In the
middle of a global public health crisis, a leader’s No. 1 goal is to
stop the spread of the disease. But as grisly economic numbers stack up
and new data indicates infection rates may be leveling off, some
governments are also looking for ways to safely restart the economic
car.
- Keep in mind, this is like starting a 12-year-old Jag—you have to be very, very careful.
First, in the U.S.
On Saturday,
President Trump said he may convene a second coronavirus task force
that focuses on how to restart the economy. Then yesterday, top economic
advisor Larry Kudlow told Politico the administration may reopen the economy in the next four to eight weeks.
- On Fox News, Kudlow pointed to New York, the U.S. epicenter, where some numbers show the outbreak may be turning a corner.
- New deaths in the state
had their largest single-day increase yesterday. But infection rates and
hospitalizations are hovering around the same level.
Hoping to
leave his PowerPoint days behind, Gov. Andrew Cuomo has gathered a group
of confidants who are reportedly consulting with medical and economic
experts to determine how to get New York's rusty gears turning again.
Across the Atlantic
Some Vitamin D-deprived governments in Europe are already cracking the door open.

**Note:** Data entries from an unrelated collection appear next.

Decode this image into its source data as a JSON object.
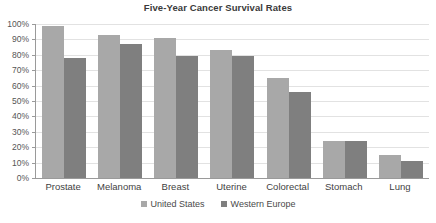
{
  "chart_data": {
    "type": "bar",
    "title": "Five-Year Cancer Survival Rates",
    "xlabel": "",
    "ylabel": "",
    "ylim": [
      0,
      100
    ],
    "y_ticks": [
      "0%",
      "10%",
      "20%",
      "30%",
      "40%",
      "50%",
      "60%",
      "70%",
      "80%",
      "90%",
      "100%"
    ],
    "y_tick_values": [
      0,
      10,
      20,
      30,
      40,
      50,
      60,
      70,
      80,
      90,
      100
    ],
    "grid": true,
    "legend_position": "bottom",
    "categories": [
      "Prostate",
      "Melanoma",
      "Breast",
      "Uterine",
      "Colorectal",
      "Stomach",
      "Lung"
    ],
    "series": [
      {
        "name": "United States",
        "color": "#a8a8a8",
        "values": [
          99,
          93,
          91,
          83,
          65,
          24,
          15
        ]
      },
      {
        "name": "Western Europe",
        "color": "#7f7f7f",
        "values": [
          78,
          87,
          79,
          79,
          56,
          24,
          11
        ]
      }
    ]
  }
}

Western Europe's biggest petroleum-producing nation, Norway, will reopen schools and universities on April 27. Service businesses that require personal contact will resume gradually.
- Norway reacted to the
threat of coronavirus early on, and got results. Its new infection rate
peaked at 425/day, and that’s been wrestled down to just over 100.
Across the North Sea, Germany is planning a slow economic revival that would work in tandem with measures to keep the virus from spreading.
Bottom line:
All of this hinges on one key variable: widely available testing, which
the U.S. is still behind on. As they get people back to work,
governments need the ability to ensure it’s the economy that gets
restarted, not the outbreak.
+ While we're here: Wuhan, the Chinese city where the coronavirus originated, is now officially out of lockdown.